I recently worked on refactoring a class for my company's web site which in essence assembles a user profile. Say the old class is called User::Profile::OldImpl
and my refactored version is User::Profile::NewImpl
. The two classes have exactly the same public interface and are expected to behave identically. The new class is just much easier to read and more efficient--or such was my intention.
I changed the place where the profiler is instantiated from this:
profile = User::Profile::OldImpl.new(...)
...to this:
profile = User::Profile::NewImpl.new(...)
During code review, my reviewer flagged this line and told me to add an A/B test here. By this I suppose he means to sometimes use the old class and sometimes use the new class.
I'm mightily confused. I understand "A/B testing" to mean showing different versions of a web page to end users and tracking which version generates the best response, but my code is meant to be invisible to end users--it doesn't touch the view at all. I've searched around and haven't been able to find a discussion of A/B testing that relates to backend code like mine, and I can't imagine why my change merits an A/B test when the great majority of checkins don't.
The review was submitted near end-of-day Friday, and I'm obviously going to chat with the reviewer first thing tomorrow, but I was hoping to first learn from the SO community whether A/B testing can legitimately be applied to a change like mine, and if so, how.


* How to complete this task:
Restate the data below word for word, keeping each line intact.

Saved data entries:

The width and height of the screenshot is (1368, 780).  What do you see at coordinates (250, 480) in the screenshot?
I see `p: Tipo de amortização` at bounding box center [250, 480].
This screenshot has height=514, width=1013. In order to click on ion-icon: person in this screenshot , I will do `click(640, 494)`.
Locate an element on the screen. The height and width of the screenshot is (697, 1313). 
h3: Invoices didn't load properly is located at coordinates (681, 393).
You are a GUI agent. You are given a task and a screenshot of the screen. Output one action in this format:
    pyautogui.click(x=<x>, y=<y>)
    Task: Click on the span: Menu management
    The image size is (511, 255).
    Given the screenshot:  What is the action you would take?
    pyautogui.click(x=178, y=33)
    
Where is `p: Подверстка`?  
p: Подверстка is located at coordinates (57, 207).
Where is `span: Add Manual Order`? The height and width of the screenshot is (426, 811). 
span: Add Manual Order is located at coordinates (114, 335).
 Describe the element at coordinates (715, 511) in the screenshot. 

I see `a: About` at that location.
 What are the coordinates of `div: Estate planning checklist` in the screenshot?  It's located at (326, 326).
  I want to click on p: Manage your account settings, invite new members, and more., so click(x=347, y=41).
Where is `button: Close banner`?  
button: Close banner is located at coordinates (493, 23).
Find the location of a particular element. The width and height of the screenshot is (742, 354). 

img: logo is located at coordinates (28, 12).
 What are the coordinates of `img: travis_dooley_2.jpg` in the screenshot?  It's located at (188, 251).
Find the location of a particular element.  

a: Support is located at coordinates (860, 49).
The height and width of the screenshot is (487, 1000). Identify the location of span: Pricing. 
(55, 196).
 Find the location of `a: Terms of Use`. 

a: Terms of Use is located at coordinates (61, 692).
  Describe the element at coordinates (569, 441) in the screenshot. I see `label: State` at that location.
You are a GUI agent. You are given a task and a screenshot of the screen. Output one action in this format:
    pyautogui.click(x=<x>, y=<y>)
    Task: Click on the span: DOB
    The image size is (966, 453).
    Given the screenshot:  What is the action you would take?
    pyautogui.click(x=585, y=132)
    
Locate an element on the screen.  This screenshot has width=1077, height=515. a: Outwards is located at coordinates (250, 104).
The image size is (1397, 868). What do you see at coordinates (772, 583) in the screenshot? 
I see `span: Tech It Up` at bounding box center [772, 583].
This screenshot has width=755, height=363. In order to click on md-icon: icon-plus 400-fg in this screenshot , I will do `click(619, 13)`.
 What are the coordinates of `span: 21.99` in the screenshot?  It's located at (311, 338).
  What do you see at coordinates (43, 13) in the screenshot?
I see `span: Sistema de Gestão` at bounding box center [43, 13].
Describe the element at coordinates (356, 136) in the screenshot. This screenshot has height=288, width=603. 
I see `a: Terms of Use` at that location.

* Output below:
The width and height of the screenshot is (1368, 780).  What do you see at coordinates (250, 480) in the screenshot?
I see `p: Tipo de amortização` at bounding box center [250, 480].
This screenshot has height=514, width=1013. In order to click on ion-icon: person in this screenshot , I will do `click(640, 494)`.
Locate an element on the screen. The height and width of the screenshot is (697, 1313). 
h3: Invoices didn't load properly is located at coordinates (681, 393).
You are a GUI agent. You are given a task and a screenshot of the screen. Output one action in this format:
    pyautogui.click(x=<x>, y=<y>)
    Task: Click on the span: Menu management
    The image size is (511, 255).
    Given the screenshot:  What is the action you would take?
    pyautogui.click(x=178, y=33)
    
Where is `p: Подверстка`?  
p: Подверстка is located at coordinates (57, 207).
Where is `span: Add Manual Order`? The height and width of the screenshot is (426, 811). 
span: Add Manual Order is located at coordinates (114, 335).
 Describe the element at coordinates (715, 511) in the screenshot. 

I see `a: About` at that location.
 What are the coordinates of `div: Estate planning checklist` in the screenshot?  It's located at (326, 326).
  I want to click on p: Manage your account settings, invite new members, and more., so click(x=347, y=41).
Where is `button: Close banner`?  
button: Close banner is located at coordinates (493, 23).
Find the location of a particular element. The width and height of the screenshot is (742, 354). 

img: logo is located at coordinates (28, 12).
 What are the coordinates of `img: travis_dooley_2.jpg` in the screenshot?  It's located at (188, 251).
Find the location of a particular element.  

a: Support is located at coordinates (860, 49).
The height and width of the screenshot is (487, 1000). Identify the location of span: Pricing. 
(55, 196).
 Find the location of `a: Terms of Use`. 

a: Terms of Use is located at coordinates (61, 692).
  Describe the element at coordinates (569, 441) in the screenshot. I see `label: State` at that location.
You are a GUI agent. You are given a task and a screenshot of the screen. Output one action in this format:
    pyautogui.click(x=<x>, y=<y>)
    Task: Click on the span: DOB
    The image size is (966, 453).
    Given the screenshot:  What is the action you would take?
    pyautogui.click(x=585, y=132)
    
Locate an element on the screen.  This screenshot has width=1077, height=515. a: Outwards is located at coordinates (250, 104).
The image size is (1397, 868). What do you see at coordinates (772, 583) in the screenshot? 
I see `span: Tech It Up` at bounding box center [772, 583].
This screenshot has width=755, height=363. In order to click on md-icon: icon-plus 400-fg in this screenshot , I will do `click(619, 13)`.
 What are the coordinates of `span: 21.99` in the screenshot?  It's located at (311, 338).
  What do you see at coordinates (43, 13) in the screenshot?
I see `span: Sistema de Gestão` at bounding box center [43, 13].
Describe the element at coordinates (356, 136) in the screenshot. This screenshot has height=288, width=603. 
I see `a: Terms of Use` at that location.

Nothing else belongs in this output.